BVI Day Trip from St. Thomas & St. John: The Complete Guide
April 2, 2026

BVI Day Trip from St. Thomas & St. John: The Complete Guide
Here's a thing a lot of USVI visitors don't realize until they're already here: some of the most jaw-dropping spots in the Virgin Islands are a short boat ride away, in a whole different country.
The British Virgin Islands are made for island-hopping — close-together islands, impossibly clear water, beach bars you can only reach by boat, and some of the best snorkeling in the Caribbean.
With one good day on the water, you can see a surprising amount of it. This guide covers what to hit, how the passport part works, and a sample itinerary that puts it all together.
The "Need to Know" Basics:
- You need a passport. The BVI is a separate country from the USVI. Every person aboard needs a valid passport or passport card (good for at least six more months). A driver's license won't work.
- Customs is handled for you. On a private charter, your captain takes care of the BVI customs and immigration clearance. You just bring the passport and the $85/per person customs fee.
- It's about an hour out. The Baths at Virgin Gorda — the most iconic stop — sits roughly 30 miles from St. Thomas or St. John, about an hour by boat. Other stops are closer.
- Pick a non-cruise-ship day. When ships are docked in Tortola, the big spots get crowded fast. A good captain checks the schedule and steers you clear.
The seven stops worth knowing
You won't necessarily do all of these in one day — your captain will build the route around the weather and what your group's into. But this is the BVI day-trip bucket list.
1. The Baths, Virgin Gorda. The headliner. Massive granite boulders, winding sea caves, and natural tidal pools, with a path that threads through it all to Devil's Bay. Start here early, before it fills up. The ride over can be a little choppy — the payoff is more than worth it.
2. The southern BVI cruise. The stretch from Fallen Jerusalem down toward Peter Island is less about ticking off stops and more about cracking open a cold drink and watching wild, mostly untouched islands slide past — Ginger, Cooper, Salt Island (home of the famous RMS Rhone shipwreck).
3. The Indians, off Norman Island. A cluster of rocky islets that drop into a vibrant reef. On a calm day it's some of the best snorkeling in the BVI — sea fans, coral heads, parrotfish, tangs, the occasional turtle or ray.
4. The Caves, Norman Island. Pirate lore says this is one of the spots that inspired Treasure Island. You snorkel along the cliff face and into three sea caves, each a little different. Easy, fun, good for every skill level.
5. Pirate's Bight, Norman Island. A toes-in-the-sand lunch stop — fish tacos, burgers, wraps, rum punches. Family-friendly and a solid halfway reset.
6. Willy T. The legendary floating bar moored off Norman Island. It's part of the BVI experience — a Painkiller, music, maybe a jump off the top deck. Fair warning: it gets rowdy in the afternoons, so if you've got kids aboard, your captain will time it right or skip it.
7. Sandy Spit & White Bay. End near Jost Van Dyke. Sandy Spit is a tiny circle of sand and a few palm trees you can walk in five minutes — the postcard shot. Then finish at White Bay for a Painkiller at the Soggy Dollar Bar, where it was invented, before heading home sun-kissed and very, very happy.
A Simple First-Timer Itinerary 🧭
If it's your first BVI day and you want the greatest hits without rushing: The Baths early → a snorkel stop at The Caves → lunch at Pirate's Bight → White Bay and the Soggy Dollar to close. That's a full, unforgettable day with time to actually enjoy each stop instead of racing the clock.
Been before? Ask your captain about the quieter corners — Cooper Island, the RMS Rhone wreck, the hidden anchorages most day-trippers never see.
If you're traveling with kids: The Baths, snorkeling, Pirate's Bight, and Sandy Spit are all family-friendly. The one to time carefully is Willy T, which gets rowdy in the afternoons — your captain can plan around it.
Ferry vs. private charter
You can reach parts of the BVI by public ferry, but a day this good deserves better than a fixed schedule and a crowded boat. Often, there aren't ferries that can make it easy to get there and back in one day either.
A private charter lets you set the pace, build the route around your group, and skip the cruise-ship crowds. Your captain handles the customs paperwork and knows which stops are calm enough to snorkel that day. You just enjoy it.
Let us put the day together
This is what we love doing. Tell our concierge your group size, what you're celebrating, and whether you're after a snorkel-heavy adventure or a slow beach-bar crawl — we'll match you with a vetted captain and boat that fit, someone we'd happily send our own family out with. You bring the passports. We'll handle the rest.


AIM OF THE EXERCISE - After finding "y1, x2, y2)." in the material below, output its line and every line after it through the last, exactly, but not the pictures.

>>

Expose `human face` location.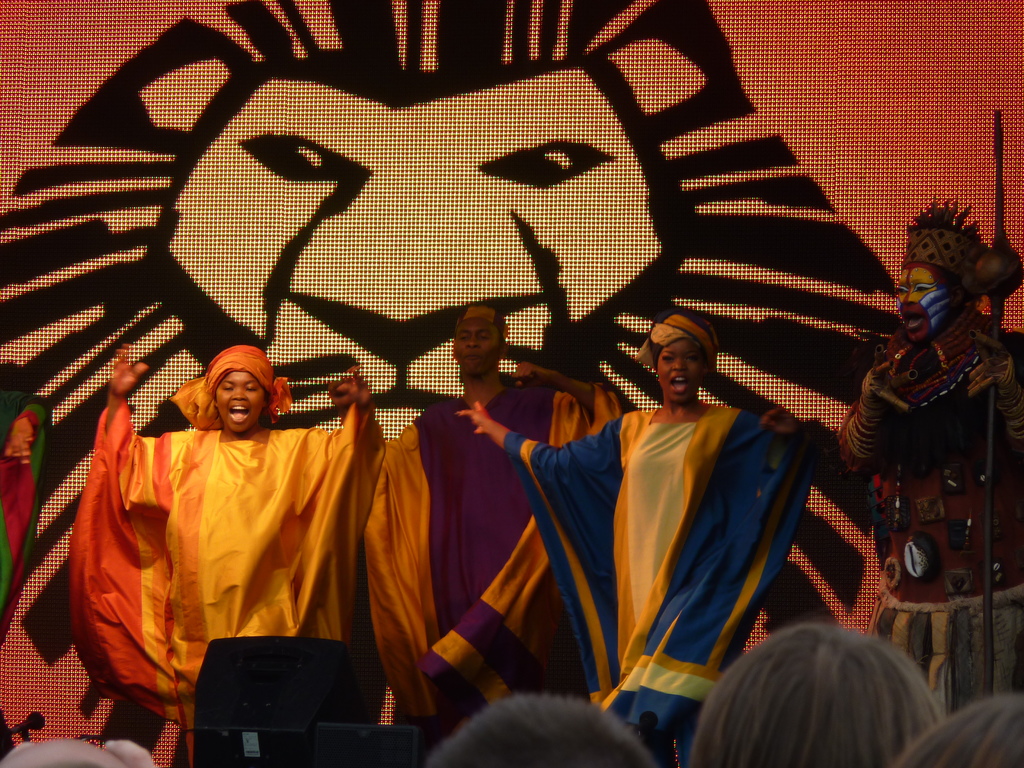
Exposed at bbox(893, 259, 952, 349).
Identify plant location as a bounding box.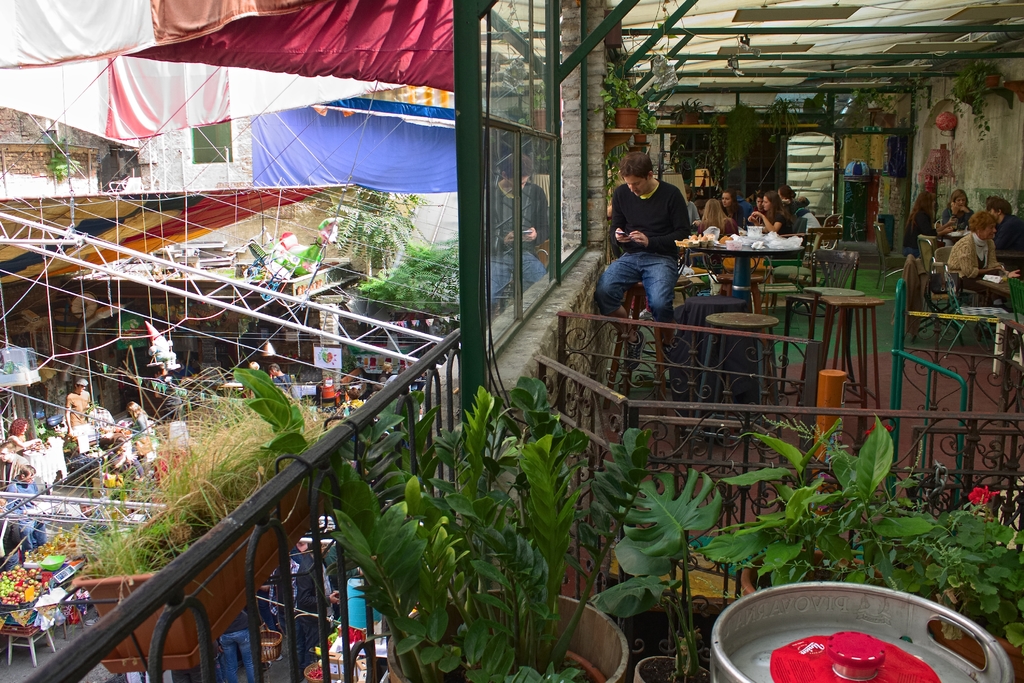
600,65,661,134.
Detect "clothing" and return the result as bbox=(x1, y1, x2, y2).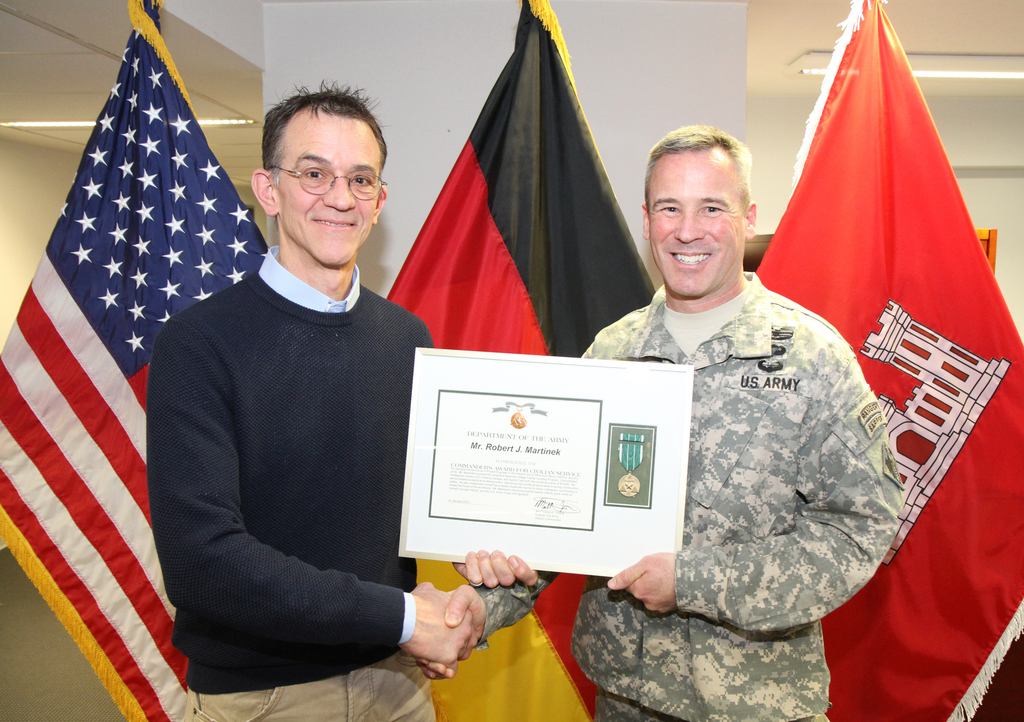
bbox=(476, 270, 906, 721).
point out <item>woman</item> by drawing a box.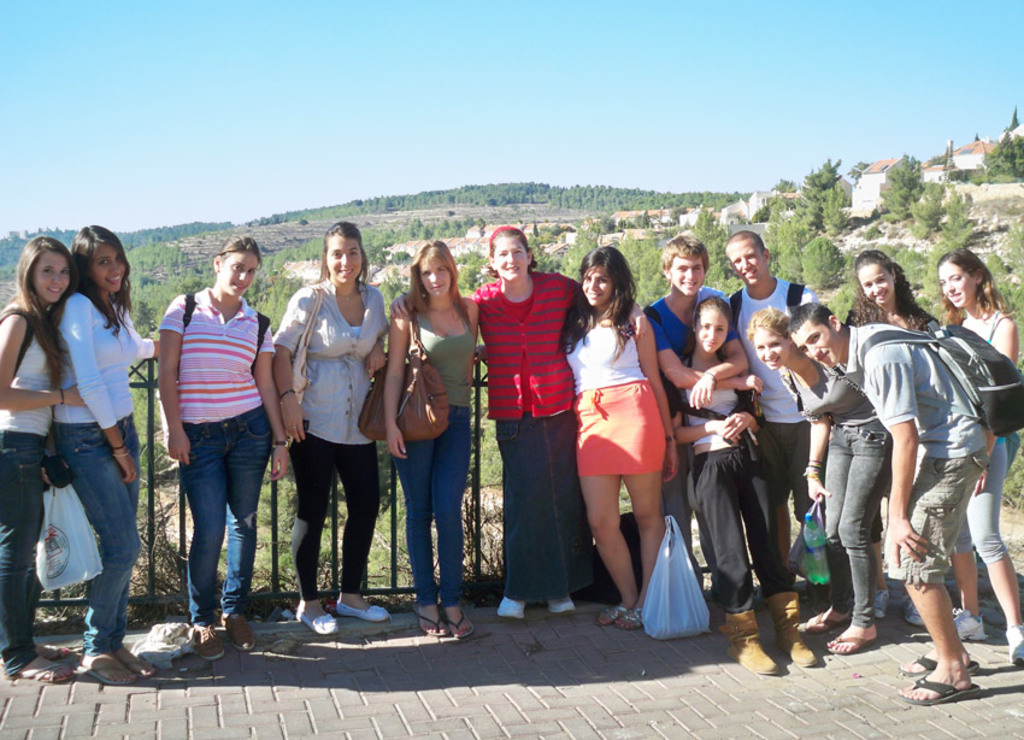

<<

SOLUTION FOR THIS PROBLEM -
Detect "clothing" and return the result as bbox=(x1, y1, x2, y2).
bbox=(476, 270, 906, 721).
point out <item>woman</item> by drawing a box.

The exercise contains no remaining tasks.